"Permission sync that actually works, finally."
Northvale Capital manages $14B in assets across public equity, credit, and private markets. Their analysts spend hours pulling information from earnings reports, investor decks, and internal research. They built an in-house RAG system that worked fine until the SEC started asking questions about permission controls.
Northvale's engineering team had built a RAG system on Pinecone and GPT-4 that worked well for the first 50 analysts. By the time it reached 200 users, the permission layer was a mess. Different desks had different access to the same underlying data, and the application-layer filtering couldn't keep up.
The incident that forced a rebuild was a near-miss: a junior analyst retrieved a document that should have been restricted to the credit desk. Nothing was leaked externally, but the audit committee demanded an immediate review.
"We had a production system that we couldn't prove was safe. That's not a system, that's a liability."
The compliance team had one requirement: cross-desk data isolation had to be architectural, not a filter that could be bypassed. Embedix uses PostgreSQL row-level security plus tenant-scoped vector collections. Developers literally cannot write a query that returns another desk's data.
This was the decision that closed the deal. It moved permission enforcement from 'a feature we trust' to 'a property of the database.'
The team migrated 800,000 documents from Pinecone to Embedix over six weeks. The document parsing pipeline absorbed messy earnings reports and scanned deal memos without the usual cleanup step. Analysts noticed the retrieval quality went up, not down.
Northvale now runs Embedix across 340 analysts and seven desks, with full audit logs exported daily to their GRC system.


Directions » Record by record, give the entire listing again exactly.

Excerpted records »
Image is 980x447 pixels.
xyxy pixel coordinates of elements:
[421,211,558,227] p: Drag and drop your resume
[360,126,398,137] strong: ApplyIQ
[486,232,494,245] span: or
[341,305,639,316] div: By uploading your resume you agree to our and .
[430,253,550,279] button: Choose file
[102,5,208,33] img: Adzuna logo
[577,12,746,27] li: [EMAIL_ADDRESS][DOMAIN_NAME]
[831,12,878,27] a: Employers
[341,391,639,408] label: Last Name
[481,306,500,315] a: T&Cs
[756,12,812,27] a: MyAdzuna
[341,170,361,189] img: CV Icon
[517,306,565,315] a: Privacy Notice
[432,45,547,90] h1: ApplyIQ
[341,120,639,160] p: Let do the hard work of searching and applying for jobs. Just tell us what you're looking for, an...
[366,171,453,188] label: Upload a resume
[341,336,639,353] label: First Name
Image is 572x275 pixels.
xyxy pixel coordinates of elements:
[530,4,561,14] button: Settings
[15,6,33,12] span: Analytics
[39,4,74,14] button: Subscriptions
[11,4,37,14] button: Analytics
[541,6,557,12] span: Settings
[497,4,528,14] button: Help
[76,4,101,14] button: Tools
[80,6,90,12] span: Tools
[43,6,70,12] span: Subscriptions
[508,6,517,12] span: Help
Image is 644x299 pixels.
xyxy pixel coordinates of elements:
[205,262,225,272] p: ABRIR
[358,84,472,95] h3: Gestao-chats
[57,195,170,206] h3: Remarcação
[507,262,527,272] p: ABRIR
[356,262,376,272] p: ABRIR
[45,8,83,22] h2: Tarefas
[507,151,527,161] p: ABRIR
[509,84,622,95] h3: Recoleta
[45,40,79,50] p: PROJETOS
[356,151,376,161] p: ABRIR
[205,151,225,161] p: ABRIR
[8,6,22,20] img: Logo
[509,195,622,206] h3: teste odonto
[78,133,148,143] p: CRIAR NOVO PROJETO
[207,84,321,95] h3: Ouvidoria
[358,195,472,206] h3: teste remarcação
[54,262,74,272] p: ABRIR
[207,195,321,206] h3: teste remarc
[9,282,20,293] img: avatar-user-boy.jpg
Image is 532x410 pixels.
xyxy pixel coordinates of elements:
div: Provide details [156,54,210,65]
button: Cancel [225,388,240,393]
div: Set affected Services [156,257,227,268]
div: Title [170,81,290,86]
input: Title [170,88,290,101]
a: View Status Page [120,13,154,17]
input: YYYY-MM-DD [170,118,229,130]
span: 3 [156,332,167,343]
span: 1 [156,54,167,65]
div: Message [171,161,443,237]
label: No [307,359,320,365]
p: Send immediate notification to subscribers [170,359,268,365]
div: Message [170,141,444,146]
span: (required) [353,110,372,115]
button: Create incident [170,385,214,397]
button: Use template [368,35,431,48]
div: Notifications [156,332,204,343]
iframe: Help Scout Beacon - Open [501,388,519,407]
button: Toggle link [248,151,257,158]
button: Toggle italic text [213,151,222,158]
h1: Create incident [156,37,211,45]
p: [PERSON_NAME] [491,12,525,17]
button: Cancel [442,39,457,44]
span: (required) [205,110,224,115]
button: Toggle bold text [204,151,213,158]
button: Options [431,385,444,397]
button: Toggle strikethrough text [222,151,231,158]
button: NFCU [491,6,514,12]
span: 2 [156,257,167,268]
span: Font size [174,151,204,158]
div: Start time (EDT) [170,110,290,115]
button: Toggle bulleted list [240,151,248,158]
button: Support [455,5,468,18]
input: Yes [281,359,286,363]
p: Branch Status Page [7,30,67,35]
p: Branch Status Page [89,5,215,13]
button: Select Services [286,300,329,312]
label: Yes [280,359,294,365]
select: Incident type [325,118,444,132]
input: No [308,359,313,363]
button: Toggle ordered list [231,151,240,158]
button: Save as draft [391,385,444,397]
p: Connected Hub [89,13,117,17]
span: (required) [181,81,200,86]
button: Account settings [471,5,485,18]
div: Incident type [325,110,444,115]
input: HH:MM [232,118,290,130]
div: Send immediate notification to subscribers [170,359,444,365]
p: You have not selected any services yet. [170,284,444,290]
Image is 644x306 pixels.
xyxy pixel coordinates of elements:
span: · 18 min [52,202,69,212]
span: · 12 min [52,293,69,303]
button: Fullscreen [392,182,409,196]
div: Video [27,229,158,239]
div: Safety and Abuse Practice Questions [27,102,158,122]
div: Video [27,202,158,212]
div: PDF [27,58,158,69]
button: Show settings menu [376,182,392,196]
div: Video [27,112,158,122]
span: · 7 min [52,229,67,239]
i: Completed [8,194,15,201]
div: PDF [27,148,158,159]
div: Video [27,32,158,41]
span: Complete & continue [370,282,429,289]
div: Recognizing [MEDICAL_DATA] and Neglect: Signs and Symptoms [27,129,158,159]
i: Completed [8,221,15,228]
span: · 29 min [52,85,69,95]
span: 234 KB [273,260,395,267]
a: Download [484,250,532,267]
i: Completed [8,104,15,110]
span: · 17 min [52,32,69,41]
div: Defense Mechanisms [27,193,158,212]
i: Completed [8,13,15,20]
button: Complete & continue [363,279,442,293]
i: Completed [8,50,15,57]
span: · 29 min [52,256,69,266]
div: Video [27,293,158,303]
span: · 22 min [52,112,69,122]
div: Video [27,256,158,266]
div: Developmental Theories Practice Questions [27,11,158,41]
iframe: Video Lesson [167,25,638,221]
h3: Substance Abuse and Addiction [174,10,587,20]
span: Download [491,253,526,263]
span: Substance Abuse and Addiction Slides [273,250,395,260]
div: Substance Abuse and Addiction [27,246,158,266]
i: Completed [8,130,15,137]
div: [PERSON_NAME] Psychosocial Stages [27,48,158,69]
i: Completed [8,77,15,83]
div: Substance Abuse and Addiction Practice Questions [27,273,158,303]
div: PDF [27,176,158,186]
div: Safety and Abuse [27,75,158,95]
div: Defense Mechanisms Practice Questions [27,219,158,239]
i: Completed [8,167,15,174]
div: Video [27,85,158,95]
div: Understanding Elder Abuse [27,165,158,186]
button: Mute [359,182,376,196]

Answer to the exercise »
Image is 980x447 pixels.
xyxy pixel coordinates of elements:
[421,211,558,227] p: Drag and drop your resume
[360,126,398,137] strong: ApplyIQ
[486,232,494,245] span: or
[341,305,639,316] div: By uploading your resume you agree to our and .
[430,253,550,279] button: Choose file
[102,5,208,33] img: Adzuna logo
[577,12,746,27] li: [EMAIL_ADDRESS][DOMAIN_NAME]
[831,12,878,27] a: Employers
[341,391,639,408] label: Last Name
[481,306,500,315] a: T&Cs
[756,12,812,27] a: MyAdzuna
[341,170,361,189] img: CV Icon
[517,306,565,315] a: Privacy Notice
[432,45,547,90] h1: ApplyIQ
[341,120,639,160] p: Let do the hard work of searching and applying for jobs. Just tell us what you're looking for, an...
[366,171,453,188] label: Upload a resume
[341,336,639,353] label: First Name
Image is 572x275 pixels.
xyxy pixel coordinates of elements:
[530,4,561,14] button: Settings
[15,6,33,12] span: Analytics
[39,4,74,14] button: Subscriptions
[11,4,37,14] button: Analytics
[541,6,557,12] span: Settings
[497,4,528,14] button: Help
[76,4,101,14] button: Tools
[80,6,90,12] span: Tools
[43,6,70,12] span: Subscriptions
[508,6,517,12] span: Help
Image is 644x299 pixels.
xyxy pixel coordinates of elements:
[205,262,225,272] p: ABRIR
[358,84,472,95] h3: Gestao-chats
[57,195,170,206] h3: Remarcação
[507,262,527,272] p: ABRIR
[356,262,376,272] p: ABRIR
[45,8,83,22] h2: Tarefas
[507,151,527,161] p: ABRIR
[509,84,622,95] h3: Recoleta
[45,40,79,50] p: PROJETOS
[356,151,376,161] p: ABRIR
[205,151,225,161] p: ABRIR
[8,6,22,20] img: Logo
[509,195,622,206] h3: teste odonto
[78,133,148,143] p: CRIAR NOVO PROJETO
[207,84,321,95] h3: Ouvidoria
[358,195,472,206] h3: teste remarcação
[54,262,74,272] p: ABRIR
[207,195,321,206] h3: teste remarc
[9,282,20,293] img: avatar-user-boy.jpg
Image is 532x410 pixels.
xyxy pixel coordinates of elements:
div: Provide details [156,54,210,65]
button: Cancel [225,388,240,393]
div: Set affected Services [156,257,227,268]
div: Title [170,81,290,86]
input: Title [170,88,290,101]
a: View Status Page [120,13,154,17]
input: YYYY-MM-DD [170,118,229,130]
span: 3 [156,332,167,343]
span: 1 [156,54,167,65]
div: Message [171,161,443,237]
label: No [307,359,320,365]
p: Send immediate notification to subscribers [170,359,268,365]
div: Message [170,141,444,146]
span: (required) [353,110,372,115]
button: Create incident [170,385,214,397]
button: Use template [368,35,431,48]
div: Notifications [156,332,204,343]
iframe: Help Scout Beacon - Open [501,388,519,407]
button: Toggle link [248,151,257,158]
button: Toggle italic text [213,151,222,158]
h1: Create incident [156,37,211,45]
p: [PERSON_NAME] [491,12,525,17]
button: Cancel [442,39,457,44]
span: (required) [205,110,224,115]
button: Toggle bold text [204,151,213,158]
button: Options [431,385,444,397]
button: Toggle strikethrough text [222,151,231,158]
button: NFCU [491,6,514,12]
span: 2 [156,257,167,268]
span: Font size [174,151,204,158]
div: Start time (EDT) [170,110,290,115]
button: Toggle bulleted list [240,151,248,158]
button: Support [455,5,468,18]
input: Yes [281,359,286,363]
p: Branch Status Page [7,30,67,35]
p: Branch Status Page [89,5,215,13]
button: Select Services [286,300,329,312]
label: Yes [280,359,294,365]
select: Incident type [325,118,444,132]
input: No [308,359,313,363]
button: Toggle ordered list [231,151,240,158]
button: Save as draft [391,385,444,397]
p: Connected Hub [89,13,117,17]
span: (required) [181,81,200,86]
button: Account settings [471,5,485,18]
div: Incident type [325,110,444,115]
input: HH:MM [232,118,290,130]
div: Send immediate notification to subscribers [170,359,444,365]
p: You have not selected any services yet. [170,284,444,290]
Image is 644x306 pixels.
xyxy pixel coordinates of elements:
span: · 18 min [52,202,69,212]
span: · 12 min [52,293,69,303]
button: Fullscreen [392,182,409,196]
div: Video [27,229,158,239]
div: Safety and Abuse Practice Questions [27,102,158,122]
div: Video [27,202,158,212]
div: PDF [27,58,158,69]
button: Show settings menu [376,182,392,196]
div: Video [27,112,158,122]
span: · 7 min [52,229,67,239]
i: Completed [8,194,15,201]
div: PDF [27,148,158,159]
div: Video [27,32,158,41]
span: Complete & continue [370,282,429,289]
div: Recognizing [MEDICAL_DATA] and Neglect: Signs and Symptoms [27,129,158,159]
i: Completed [8,221,15,228]
span: · 29 min [52,85,69,95]
span: 234 KB [273,260,395,267]
a: Download [484,250,532,267]
i: Completed [8,104,15,110]
span: · 17 min [52,32,69,41]
div: Defense Mechanisms [27,193,158,212]
i: Completed [8,13,15,20]
button: Complete & continue [363,279,442,293]
i: Completed [8,50,15,57]
span: · 29 min [52,256,69,266]
div: Video [27,293,158,303]
span: · 22 min [52,112,69,122]
div: Video [27,256,158,266]
div: Developmental Theories Practice Questions [27,11,158,41]
iframe: Video Lesson [167,25,638,221]
h3: Substance Abuse and Addiction [174,10,587,20]
span: Download [491,253,526,263]
span: Substance Abuse and Addiction Slides [273,250,395,260]
div: Substance Abuse and Addiction [27,246,158,266]
i: Completed [8,130,15,137]
div: [PERSON_NAME] Psychosocial Stages [27,48,158,69]
i: Completed [8,77,15,83]
div: Substance Abuse and Addiction Practice Questions [27,273,158,303]
div: PDF [27,176,158,186]
div: Safety and Abuse [27,75,158,95]
div: Defense Mechanisms Practice Questions [27,219,158,239]
i: Completed [8,167,15,174]
div: Video [27,85,158,95]
div: Understanding Elder Abuse [27,165,158,186]
button: Mute [359,182,376,196]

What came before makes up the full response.